To be clear, snapshot was mainly created for its namesake - to produce static copies of the scene data to be saved as images for putting into documentation. Alternate uses that were considered were for generating thumbnails of scenes for an application that could open/close various scene graph panes. One wouldn't use the Windows "print screen" API in a performance intensive part of one's application either. It is great that it can be used for this particular result, but it was not designed to be performant in that respect. Note that the primary snapshot API is the asynchronous version with the callback to deliver the data. The non-asynchronous version is mostly just a helper around that, but it stalls the rendering pipeline to complete its work. None of that was designed for insertion into a running animation technique.

Exactly.

Tiny-Offtopic: I already meantioned on this list that JFXPanel (Swing) is way below it's expectations. The main reason there is also the use of the snapshot function instead of letting render JavaFX in it's own heavy weight window. In our small test case a simple List displayed via JFXPanel was not even to render more than 1 fps and it slowed down the entire Swing-UI. Since I know jogle and it's canvas implementation, would it be good to have a similar heavy weight JFX canvas in Swing? This would let JFX use it's full hardware rendered power.

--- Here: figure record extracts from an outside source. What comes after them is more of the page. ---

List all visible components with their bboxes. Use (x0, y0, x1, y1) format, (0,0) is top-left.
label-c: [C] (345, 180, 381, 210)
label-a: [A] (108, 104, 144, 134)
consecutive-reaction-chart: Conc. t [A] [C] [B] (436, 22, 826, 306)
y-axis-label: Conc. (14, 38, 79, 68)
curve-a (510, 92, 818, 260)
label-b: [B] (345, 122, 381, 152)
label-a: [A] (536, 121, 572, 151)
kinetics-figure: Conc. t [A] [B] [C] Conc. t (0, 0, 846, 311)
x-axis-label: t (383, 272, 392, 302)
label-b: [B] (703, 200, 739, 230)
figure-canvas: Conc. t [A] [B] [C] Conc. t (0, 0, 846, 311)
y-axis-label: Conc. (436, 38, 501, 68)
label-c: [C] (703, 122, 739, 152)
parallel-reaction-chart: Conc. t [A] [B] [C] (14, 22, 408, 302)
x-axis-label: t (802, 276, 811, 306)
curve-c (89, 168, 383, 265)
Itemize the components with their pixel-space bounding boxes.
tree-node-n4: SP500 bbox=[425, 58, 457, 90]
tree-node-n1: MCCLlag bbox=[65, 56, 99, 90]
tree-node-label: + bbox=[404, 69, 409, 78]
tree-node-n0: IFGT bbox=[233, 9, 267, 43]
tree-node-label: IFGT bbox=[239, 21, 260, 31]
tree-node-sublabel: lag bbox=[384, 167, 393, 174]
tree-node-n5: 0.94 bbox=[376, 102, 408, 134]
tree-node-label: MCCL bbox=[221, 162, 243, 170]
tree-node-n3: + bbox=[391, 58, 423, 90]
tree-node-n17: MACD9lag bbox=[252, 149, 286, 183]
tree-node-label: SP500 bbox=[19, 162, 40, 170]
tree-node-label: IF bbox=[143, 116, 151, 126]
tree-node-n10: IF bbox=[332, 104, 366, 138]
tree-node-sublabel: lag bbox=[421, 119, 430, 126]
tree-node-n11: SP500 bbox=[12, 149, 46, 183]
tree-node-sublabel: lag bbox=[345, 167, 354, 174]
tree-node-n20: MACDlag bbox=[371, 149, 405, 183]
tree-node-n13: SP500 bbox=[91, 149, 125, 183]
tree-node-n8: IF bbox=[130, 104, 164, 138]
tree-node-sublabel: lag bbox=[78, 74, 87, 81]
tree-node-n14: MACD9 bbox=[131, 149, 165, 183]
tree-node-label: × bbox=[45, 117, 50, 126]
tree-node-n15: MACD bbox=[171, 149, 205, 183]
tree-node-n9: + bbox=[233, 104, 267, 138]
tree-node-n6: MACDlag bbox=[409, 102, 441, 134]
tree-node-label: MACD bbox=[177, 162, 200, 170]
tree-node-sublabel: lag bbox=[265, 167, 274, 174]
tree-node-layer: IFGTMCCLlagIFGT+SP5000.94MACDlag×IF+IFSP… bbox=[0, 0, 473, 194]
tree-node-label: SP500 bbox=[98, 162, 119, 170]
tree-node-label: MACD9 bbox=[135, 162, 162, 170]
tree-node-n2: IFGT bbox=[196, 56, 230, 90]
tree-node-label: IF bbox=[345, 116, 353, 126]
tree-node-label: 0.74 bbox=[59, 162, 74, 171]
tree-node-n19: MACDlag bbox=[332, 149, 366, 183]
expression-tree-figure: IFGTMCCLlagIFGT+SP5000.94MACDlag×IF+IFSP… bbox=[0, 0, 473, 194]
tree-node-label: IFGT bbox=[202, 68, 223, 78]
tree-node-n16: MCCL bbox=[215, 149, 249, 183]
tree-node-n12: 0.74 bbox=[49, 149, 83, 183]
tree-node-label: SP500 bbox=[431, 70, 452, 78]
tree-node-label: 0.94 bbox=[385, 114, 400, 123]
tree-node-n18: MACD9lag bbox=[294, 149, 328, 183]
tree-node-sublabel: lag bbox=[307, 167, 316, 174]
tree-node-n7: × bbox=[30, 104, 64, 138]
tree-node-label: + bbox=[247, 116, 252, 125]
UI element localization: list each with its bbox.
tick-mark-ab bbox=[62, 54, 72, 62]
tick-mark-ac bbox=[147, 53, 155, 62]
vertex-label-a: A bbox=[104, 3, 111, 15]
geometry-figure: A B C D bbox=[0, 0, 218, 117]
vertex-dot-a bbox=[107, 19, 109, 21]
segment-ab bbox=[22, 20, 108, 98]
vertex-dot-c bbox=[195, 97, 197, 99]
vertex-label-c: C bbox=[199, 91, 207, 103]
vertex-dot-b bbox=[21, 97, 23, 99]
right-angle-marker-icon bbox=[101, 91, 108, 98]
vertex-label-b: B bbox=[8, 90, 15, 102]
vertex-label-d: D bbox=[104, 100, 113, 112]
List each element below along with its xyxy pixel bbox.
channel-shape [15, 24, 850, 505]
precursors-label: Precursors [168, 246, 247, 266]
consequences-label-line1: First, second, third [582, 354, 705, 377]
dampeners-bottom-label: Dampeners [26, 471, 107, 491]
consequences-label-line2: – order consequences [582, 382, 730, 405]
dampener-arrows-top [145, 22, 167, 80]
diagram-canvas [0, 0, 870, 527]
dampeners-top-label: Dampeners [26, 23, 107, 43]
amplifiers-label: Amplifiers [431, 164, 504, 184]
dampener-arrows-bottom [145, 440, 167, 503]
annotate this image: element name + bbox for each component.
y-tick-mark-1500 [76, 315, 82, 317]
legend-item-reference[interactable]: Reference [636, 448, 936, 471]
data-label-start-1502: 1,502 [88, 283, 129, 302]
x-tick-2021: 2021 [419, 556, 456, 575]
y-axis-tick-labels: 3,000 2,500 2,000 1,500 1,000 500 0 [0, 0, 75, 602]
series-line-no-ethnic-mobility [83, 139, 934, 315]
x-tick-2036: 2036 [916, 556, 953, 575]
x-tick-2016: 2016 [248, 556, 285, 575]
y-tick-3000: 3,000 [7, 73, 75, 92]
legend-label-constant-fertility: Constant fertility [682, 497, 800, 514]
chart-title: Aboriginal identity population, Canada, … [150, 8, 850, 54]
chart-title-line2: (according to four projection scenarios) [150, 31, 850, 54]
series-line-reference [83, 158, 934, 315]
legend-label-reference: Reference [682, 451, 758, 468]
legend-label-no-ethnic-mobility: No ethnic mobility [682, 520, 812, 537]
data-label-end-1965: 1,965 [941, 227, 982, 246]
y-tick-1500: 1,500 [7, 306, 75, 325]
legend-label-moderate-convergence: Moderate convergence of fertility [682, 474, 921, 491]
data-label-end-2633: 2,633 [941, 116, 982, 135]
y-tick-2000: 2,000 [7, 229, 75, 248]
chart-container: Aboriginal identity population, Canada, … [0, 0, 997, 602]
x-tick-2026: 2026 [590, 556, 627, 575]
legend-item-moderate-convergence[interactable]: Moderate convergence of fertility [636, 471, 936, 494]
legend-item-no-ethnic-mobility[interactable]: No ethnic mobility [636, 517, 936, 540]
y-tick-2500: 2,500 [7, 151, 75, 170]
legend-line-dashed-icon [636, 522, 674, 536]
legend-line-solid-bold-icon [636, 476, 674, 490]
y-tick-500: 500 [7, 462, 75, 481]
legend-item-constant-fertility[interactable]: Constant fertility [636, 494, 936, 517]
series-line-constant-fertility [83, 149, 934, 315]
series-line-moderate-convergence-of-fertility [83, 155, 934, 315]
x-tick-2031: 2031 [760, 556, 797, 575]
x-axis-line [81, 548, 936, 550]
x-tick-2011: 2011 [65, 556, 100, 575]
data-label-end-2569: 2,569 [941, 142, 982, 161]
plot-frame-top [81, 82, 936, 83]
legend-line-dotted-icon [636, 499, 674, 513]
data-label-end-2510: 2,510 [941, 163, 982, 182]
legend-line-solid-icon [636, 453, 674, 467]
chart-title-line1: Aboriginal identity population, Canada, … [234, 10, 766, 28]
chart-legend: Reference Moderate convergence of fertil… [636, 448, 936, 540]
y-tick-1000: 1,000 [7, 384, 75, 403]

It doesn't use snapshot per-se, but it does do something similar. Sharing contexts and GPU resources with AWT/Java2D is on a wish list, but architecturally we aren't there. Kevin would know more about our challenges on that front than me...

I haven't looked recently at what it would take to share resources between Java2D and AWT, but that seems separate from the question of whether we could use a heavy-weight JFXCanvas as opposed to the current lightweight JFXPanel. We haven't considered that since there are limitations with heavyweight components. I am not aware of any performance problems that are as serious as "simple List displayed via JFXPanel was not even to render more than 1 fps". Do you have a test case? I do note that we did have a bug on Mac retina displays that was recently fixed which killed performance. Was that what you were running your 1fps program on?